Question: how to stop functions from executing twice when using inherited
Windows Forms?
Background:
WindowsForm + forms inheriting from this (base)form.
VB.NET 1.0
Description:
In the BaseForm I've got a procedure which I override in each of the
inherited forms. The procedure controls accessibility of the controls
inherited forms
What happens is that the overriding procedure is called and executed twice.
Why that is I don't seem to work out, nor how to get around it. There is
probably a very clever thought behind this, but I would rather settle with
one execution. Note, that no eventhandlers are defined.
Obviously I can't define the base form as mustinherit, meaning that I must
define the function as overridable with an empty body. I'm sure there is an
easy solution to that, but I don't seem to find any such examples.

Signature
Thankful for any help,
Kenneth Bohman
KennethBohman - 19 Sep 2004 14:17 GMT
I solved the problem. Created a new function for testing purposes. The
signature being exactly the same as for the repeating one. The new one only
fires once, so I just moved the code from the first to the other. I don't
inted to investigate the reasons behind, but I'll keep this experience for
the record.
> Question: how to stop functions from executing twice when using inherited
> Windows Forms?
[quoted text clipped - 16 lines]
> define the function as overridable with an empty body. I'm sure there is an
> easy solution to that, but I don't seem to find any such examples.
Joey Callisay - 20 Sep 2004 06:43 GMT
I don't seem to understand why the function is called twice not unless the
base form form and the inherited form has the same methods and the inherited
form method calls the base's before its own. (e.g. base.MethodName()).
About the base form not being mustinherit (abstract) refer to this link:
http://www.urbanpotato.net/Default.aspx/document/970
> I solved the problem. Created a new function for testing purposes. The
> signature being exactly the same as for the repeating one. The new one only
[quoted text clipped - 22 lines]
> > define the function as overridable with an empty body. I'm sure there is an
> > easy solution to that, but I don't seem to find any such examples.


__Exercise aim__:
The task calls for every entry to be printed word for word, without the images.

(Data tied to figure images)
__________________________________________________

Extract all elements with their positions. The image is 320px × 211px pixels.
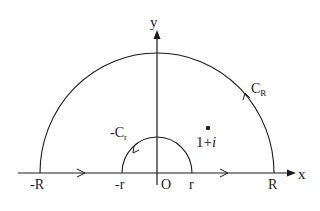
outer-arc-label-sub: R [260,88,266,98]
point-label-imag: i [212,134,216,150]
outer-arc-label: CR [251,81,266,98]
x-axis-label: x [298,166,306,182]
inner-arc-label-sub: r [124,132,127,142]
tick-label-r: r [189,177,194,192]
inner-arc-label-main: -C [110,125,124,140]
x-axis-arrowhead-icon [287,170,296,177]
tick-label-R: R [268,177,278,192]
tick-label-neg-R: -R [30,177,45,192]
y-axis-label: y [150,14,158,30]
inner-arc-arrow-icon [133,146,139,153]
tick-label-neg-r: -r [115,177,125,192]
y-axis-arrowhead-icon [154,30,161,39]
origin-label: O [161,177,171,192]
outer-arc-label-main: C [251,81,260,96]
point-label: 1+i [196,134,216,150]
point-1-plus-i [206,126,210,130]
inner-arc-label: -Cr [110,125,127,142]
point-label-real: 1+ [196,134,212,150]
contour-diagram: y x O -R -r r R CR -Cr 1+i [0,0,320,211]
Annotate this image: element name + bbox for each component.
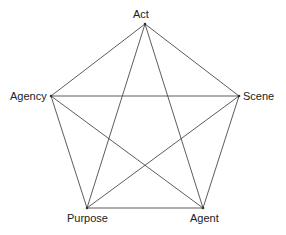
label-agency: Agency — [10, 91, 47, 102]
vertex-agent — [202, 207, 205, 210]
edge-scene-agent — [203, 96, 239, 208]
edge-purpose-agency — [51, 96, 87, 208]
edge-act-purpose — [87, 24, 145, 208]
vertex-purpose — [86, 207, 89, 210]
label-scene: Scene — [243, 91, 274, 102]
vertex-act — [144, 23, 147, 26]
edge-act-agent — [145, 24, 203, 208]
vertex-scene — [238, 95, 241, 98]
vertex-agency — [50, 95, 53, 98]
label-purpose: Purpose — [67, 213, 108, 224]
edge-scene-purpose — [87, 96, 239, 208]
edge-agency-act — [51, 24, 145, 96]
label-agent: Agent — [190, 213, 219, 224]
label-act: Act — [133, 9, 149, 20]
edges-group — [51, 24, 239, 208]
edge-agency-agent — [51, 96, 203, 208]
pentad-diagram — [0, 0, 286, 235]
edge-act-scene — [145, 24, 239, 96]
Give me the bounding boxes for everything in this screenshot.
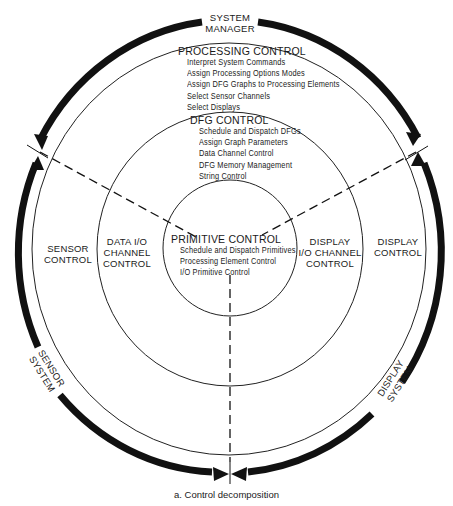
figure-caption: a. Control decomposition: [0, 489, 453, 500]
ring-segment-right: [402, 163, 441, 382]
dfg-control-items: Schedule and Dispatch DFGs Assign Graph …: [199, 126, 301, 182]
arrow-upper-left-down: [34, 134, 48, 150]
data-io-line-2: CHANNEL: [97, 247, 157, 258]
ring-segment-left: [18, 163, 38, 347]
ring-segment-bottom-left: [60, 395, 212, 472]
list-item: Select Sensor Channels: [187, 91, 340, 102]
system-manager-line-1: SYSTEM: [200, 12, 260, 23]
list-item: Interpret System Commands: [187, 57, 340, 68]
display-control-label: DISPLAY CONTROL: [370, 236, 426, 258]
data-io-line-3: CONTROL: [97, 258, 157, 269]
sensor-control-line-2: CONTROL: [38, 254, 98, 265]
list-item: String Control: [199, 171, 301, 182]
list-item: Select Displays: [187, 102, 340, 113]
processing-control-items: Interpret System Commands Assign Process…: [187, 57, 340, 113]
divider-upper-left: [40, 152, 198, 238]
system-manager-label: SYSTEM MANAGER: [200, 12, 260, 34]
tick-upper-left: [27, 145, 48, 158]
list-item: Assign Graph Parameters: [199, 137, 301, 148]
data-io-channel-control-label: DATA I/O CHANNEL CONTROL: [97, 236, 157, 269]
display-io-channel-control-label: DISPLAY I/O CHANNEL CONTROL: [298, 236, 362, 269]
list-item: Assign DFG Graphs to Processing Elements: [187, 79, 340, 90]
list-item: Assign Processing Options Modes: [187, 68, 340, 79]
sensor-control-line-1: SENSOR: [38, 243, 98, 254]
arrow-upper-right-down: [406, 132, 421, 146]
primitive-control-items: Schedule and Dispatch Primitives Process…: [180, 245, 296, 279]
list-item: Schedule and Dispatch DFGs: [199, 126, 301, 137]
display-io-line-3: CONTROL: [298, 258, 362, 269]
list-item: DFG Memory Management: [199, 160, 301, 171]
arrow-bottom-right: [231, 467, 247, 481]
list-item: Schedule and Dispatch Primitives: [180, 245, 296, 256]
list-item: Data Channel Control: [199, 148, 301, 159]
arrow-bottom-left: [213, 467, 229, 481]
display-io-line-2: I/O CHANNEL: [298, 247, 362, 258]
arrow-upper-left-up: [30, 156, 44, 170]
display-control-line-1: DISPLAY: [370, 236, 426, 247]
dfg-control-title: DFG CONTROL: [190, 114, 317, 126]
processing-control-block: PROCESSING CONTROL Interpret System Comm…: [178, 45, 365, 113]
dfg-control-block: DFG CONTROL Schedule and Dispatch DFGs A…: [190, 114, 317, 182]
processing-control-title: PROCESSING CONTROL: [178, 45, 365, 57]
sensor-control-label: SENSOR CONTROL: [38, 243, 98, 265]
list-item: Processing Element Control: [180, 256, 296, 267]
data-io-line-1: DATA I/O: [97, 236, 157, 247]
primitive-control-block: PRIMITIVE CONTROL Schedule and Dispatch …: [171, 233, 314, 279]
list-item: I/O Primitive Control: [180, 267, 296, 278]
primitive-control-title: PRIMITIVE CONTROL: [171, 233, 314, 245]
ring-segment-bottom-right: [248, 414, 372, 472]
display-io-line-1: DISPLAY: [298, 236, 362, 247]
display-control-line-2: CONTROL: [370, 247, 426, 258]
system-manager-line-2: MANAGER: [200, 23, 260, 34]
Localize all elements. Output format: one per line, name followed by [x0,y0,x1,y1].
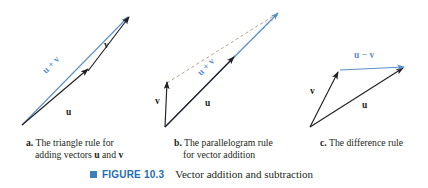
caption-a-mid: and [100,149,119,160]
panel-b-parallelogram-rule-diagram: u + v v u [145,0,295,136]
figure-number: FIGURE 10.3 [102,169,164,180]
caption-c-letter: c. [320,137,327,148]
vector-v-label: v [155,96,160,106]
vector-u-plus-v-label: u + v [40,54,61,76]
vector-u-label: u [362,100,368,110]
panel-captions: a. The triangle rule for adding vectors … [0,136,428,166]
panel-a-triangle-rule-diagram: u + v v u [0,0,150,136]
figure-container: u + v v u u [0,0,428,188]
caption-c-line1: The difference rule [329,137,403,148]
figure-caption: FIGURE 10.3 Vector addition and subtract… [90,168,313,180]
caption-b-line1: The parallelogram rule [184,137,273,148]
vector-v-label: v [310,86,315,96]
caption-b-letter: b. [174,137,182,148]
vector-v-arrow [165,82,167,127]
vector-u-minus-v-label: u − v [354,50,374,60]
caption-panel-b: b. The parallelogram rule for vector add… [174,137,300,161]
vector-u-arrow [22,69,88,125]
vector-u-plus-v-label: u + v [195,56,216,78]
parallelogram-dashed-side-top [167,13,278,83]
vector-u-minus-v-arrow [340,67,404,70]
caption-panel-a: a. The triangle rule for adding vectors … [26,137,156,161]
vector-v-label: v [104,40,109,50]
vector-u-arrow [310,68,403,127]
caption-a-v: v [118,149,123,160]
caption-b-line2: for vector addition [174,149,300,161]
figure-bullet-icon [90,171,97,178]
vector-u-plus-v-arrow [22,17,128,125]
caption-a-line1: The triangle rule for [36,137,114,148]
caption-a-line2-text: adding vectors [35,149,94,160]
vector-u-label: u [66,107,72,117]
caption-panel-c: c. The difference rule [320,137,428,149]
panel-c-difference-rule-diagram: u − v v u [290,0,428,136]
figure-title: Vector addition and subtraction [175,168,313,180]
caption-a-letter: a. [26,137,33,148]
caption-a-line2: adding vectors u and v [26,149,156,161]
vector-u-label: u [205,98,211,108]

__________________________________________________

__Task output__:
Extract all elements with their positions. The image is 320px × 211px pixels.
outer-arc-label-sub: R [260,88,266,98]
point-label-imag: i [212,134,216,150]
outer-arc-label: CR [251,81,266,98]
x-axis-label: x [298,166,306,182]
inner-arc-label-sub: r [124,132,127,142]
tick-label-r: r [189,177,194,192]
inner-arc-label-main: -C [110,125,124,140]
x-axis-arrowhead-icon [287,170,296,177]
tick-label-R: R [268,177,278,192]
tick-label-neg-R: -R [30,177,45,192]
y-axis-label: y [150,14,158,30]
inner-arc-arrow-icon [133,146,139,153]
tick-label-neg-r: -r [115,177,125,192]
y-axis-arrowhead-icon [154,30,161,39]
origin-label: O [161,177,171,192]
outer-arc-label-main: C [251,81,260,96]
point-label: 1+i [196,134,216,150]
point-1-plus-i [206,126,210,130]
inner-arc-label: -Cr [110,125,127,142]
point-label-real: 1+ [196,134,212,150]
contour-diagram: y x O -R -r r R CR -Cr 1+i [0,0,320,211]
Annotate this image: element name + bbox for each component.
label-agency: Agency — [10, 91, 47, 102]
vertex-agent — [202, 207, 205, 210]
edge-scene-agent — [203, 96, 239, 208]
edge-purpose-agency — [51, 96, 87, 208]
edge-act-purpose — [87, 24, 145, 208]
vertex-purpose — [86, 207, 89, 210]
label-scene: Scene — [243, 91, 274, 102]
vertex-act — [144, 23, 147, 26]
edge-act-agent — [145, 24, 203, 208]
vertex-scene — [238, 95, 241, 98]
vertex-agency — [50, 95, 53, 98]
label-purpose: Purpose — [67, 213, 108, 224]
edge-scene-purpose — [87, 96, 239, 208]
edge-agency-act — [51, 24, 145, 96]
label-agent: Agent — [190, 213, 219, 224]
label-act: Act — [133, 9, 149, 20]
edges-group — [51, 24, 239, 208]
edge-agency-agent — [51, 96, 203, 208]
pentad-diagram — [0, 0, 286, 235]
edge-act-scene — [145, 24, 239, 96]
Give me the bounding boxes for everything in this screenshot.
figure-caption: a. Control decomposition: [0, 489, 453, 500]
ring-segment-right: [402, 163, 441, 382]
dfg-control-items: Schedule and Dispatch DFGs Assign Graph …: [199, 126, 301, 182]
arrow-upper-left-down: [34, 134, 48, 150]
data-io-line-2: CHANNEL: [97, 247, 157, 258]
ring-segment-left: [18, 163, 38, 347]
ring-segment-bottom-left: [60, 395, 212, 472]
list-item: Select Sensor Channels: [187, 91, 340, 102]
system-manager-line-1: SYSTEM: [200, 12, 260, 23]
list-item: Interpret System Commands: [187, 57, 340, 68]
display-control-label: DISPLAY CONTROL: [370, 236, 426, 258]
data-io-line-3: CONTROL: [97, 258, 157, 269]
sensor-control-line-2: CONTROL: [38, 254, 98, 265]
list-item: String Control: [199, 171, 301, 182]
list-item: Select Displays: [187, 102, 340, 113]
processing-control-items: Interpret System Commands Assign Process…: [187, 57, 340, 113]
divider-upper-left: [40, 152, 198, 238]
system-manager-label: SYSTEM MANAGER: [200, 12, 260, 34]
tick-upper-left: [27, 145, 48, 158]
list-item: Assign Graph Parameters: [199, 137, 301, 148]
data-io-channel-control-label: DATA I/O CHANNEL CONTROL: [97, 236, 157, 269]
display-io-channel-control-label: DISPLAY I/O CHANNEL CONTROL: [298, 236, 362, 269]
list-item: Assign DFG Graphs to Processing Elements: [187, 79, 340, 90]
list-item: Assign Processing Options Modes: [187, 68, 340, 79]
sensor-control-line-1: SENSOR: [38, 243, 98, 254]
arrow-upper-right-down: [406, 132, 421, 146]
primitive-control-items: Schedule and Dispatch Primitives Process…: [180, 245, 296, 279]
list-item: Schedule and Dispatch DFGs: [199, 126, 301, 137]
display-io-line-3: CONTROL: [298, 258, 362, 269]
list-item: DFG Memory Management: [199, 160, 301, 171]
arrow-bottom-right: [231, 467, 247, 481]
list-item: Schedule and Dispatch Primitives: [180, 245, 296, 256]
list-item: Data Channel Control: [199, 148, 301, 159]
arrow-bottom-left: [213, 467, 229, 481]
display-io-line-2: I/O CHANNEL: [298, 247, 362, 258]
arrow-upper-left-up: [30, 156, 44, 170]
display-control-line-1: DISPLAY: [370, 236, 426, 247]
dfg-control-title: DFG CONTROL: [190, 114, 317, 126]
processing-control-block: PROCESSING CONTROL Interpret System Comm…: [178, 45, 365, 113]
dfg-control-block: DFG CONTROL Schedule and Dispatch DFGs A…: [190, 114, 317, 182]
processing-control-title: PROCESSING CONTROL: [178, 45, 365, 57]
sensor-control-label: SENSOR CONTROL: [38, 243, 98, 265]
list-item: Processing Element Control: [180, 256, 296, 267]
data-io-line-1: DATA I/O: [97, 236, 157, 247]
primitive-control-block: PRIMITIVE CONTROL Schedule and Dispatch …: [171, 233, 314, 279]
list-item: I/O Primitive Control: [180, 267, 296, 278]
primitive-control-title: PRIMITIVE CONTROL: [171, 233, 314, 245]
ring-segment-bottom-right: [248, 414, 372, 472]
display-io-line-1: DISPLAY: [298, 236, 362, 247]
display-control-line-2: CONTROL: [370, 247, 426, 258]
system-manager-line-2: MANAGER: [200, 23, 260, 34]
Localize all elements. Output format: one per line, name followed by [x0,y0,x1,y1].
caption-a-mid: and [100,149,119,160]
panel-b-parallelogram-rule-diagram: u + v v u [145,0,295,136]
figure-number: FIGURE 10.3 [102,169,164,180]
caption-c-letter: c. [320,137,327,148]
vector-v-label: v [155,96,160,106]
vector-u-plus-v-label: u + v [40,54,61,76]
vector-u-label: u [362,100,368,110]
panel-captions: a. The triangle rule for adding vectors … [0,136,428,166]
panel-a-triangle-rule-diagram: u + v v u [0,0,150,136]
figure-container: u + v v u u [0,0,428,188]
caption-c-line1: The difference rule [329,137,403,148]
figure-caption: FIGURE 10.3 Vector addition and subtract… [90,168,313,180]
caption-b-line1: The parallelogram rule [184,137,273,148]
vector-v-label: v [310,86,315,96]
caption-b-letter: b. [174,137,182,148]
vector-v-arrow [165,82,167,127]
vector-u-minus-v-label: u − v [354,50,374,60]
caption-panel-b: b. The parallelogram rule for vector add… [174,137,300,161]
vector-u-arrow [22,69,88,125]
vector-u-plus-v-label: u + v [195,56,216,78]
parallelogram-dashed-side-top [167,13,278,83]
vector-u-minus-v-arrow [340,67,404,70]
caption-panel-a: a. The triangle rule for adding vectors … [26,137,156,161]
vector-v-label: v [104,40,109,50]
vector-u-arrow [310,68,403,127]
caption-a-v: v [118,149,123,160]
caption-b-line2: for vector addition [174,149,300,161]
figure-bullet-icon [90,171,97,178]
vector-u-plus-v-arrow [22,17,128,125]
caption-a-line1: The triangle rule for [36,137,114,148]
caption-a-line2-text: adding vectors [35,149,94,160]
vector-u-label: u [66,107,72,117]
caption-panel-c: c. The difference rule [320,137,428,149]
panel-c-difference-rule-diagram: u − v v u [290,0,428,136]
figure-title: Vector addition and subtraction [175,168,313,180]
caption-a-letter: a. [26,137,33,148]
caption-a-line2: adding vectors u and v [26,149,156,161]
vector-u-label: u [205,98,211,108]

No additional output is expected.